I could have a lot of this wrong. I’m 24, for goodness’ sake. and even if I had all the answers, I am so far from actually implementing them into my emotions and thoughts and actions that I need help. my sincere hope is that we women can learn to build each other up, to honor each other, to love each other, to encourage the differences in each other, and to recognize the amazing potential that God has placed inside each of us.
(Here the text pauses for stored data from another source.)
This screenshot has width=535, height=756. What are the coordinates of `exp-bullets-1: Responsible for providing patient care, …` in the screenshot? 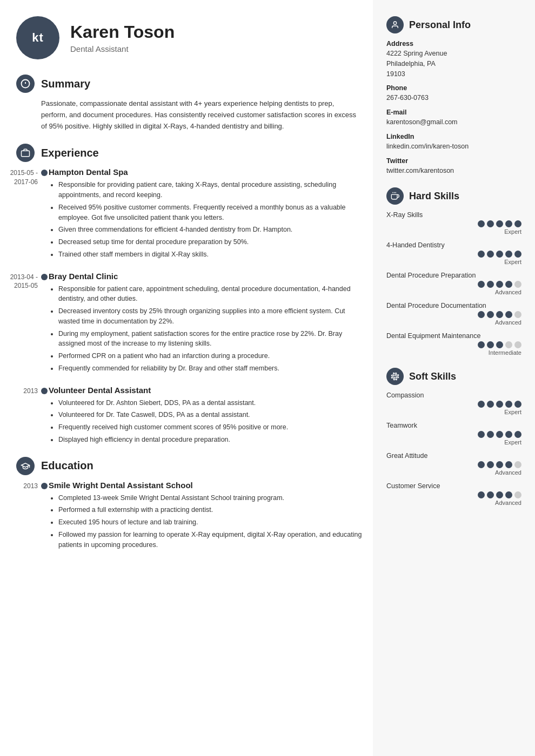 It's located at (205, 219).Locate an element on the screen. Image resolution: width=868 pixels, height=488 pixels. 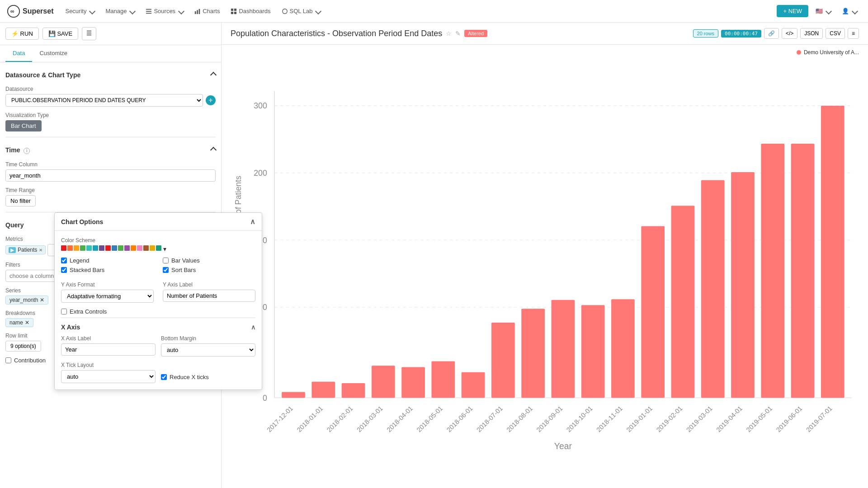
x-axis-header: X Axis ∧ is located at coordinates (141, 327).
that’s all I’ve got for now; I tried to keep this short and failed (this is the cut down version) but I crave conversation on this topic. if you have thoughts, things you’d like to push back on, additions you’d like to make, I’d love to hear it all, as long as it’s kind.
I love you all, really.
this is me in Central Park the other day, really happy, really myself:

I want to stay this way.
*on the note of Esther’s story- can we talk about how God literally saves his people through a petrified teenage girl who never would have been queen except that the first queen refused to give a strip tease to her husband’s party guests, and then all of his advisors freaked out, literally because they said “all the women in the kingdom will think it’s okay to deny their husbands sex now if we don’t put them in their place”? and then God uses a woman to defy the rules and break every cultural standard for a woman and through her boldness, yeah, he saves his people and blesses them. what.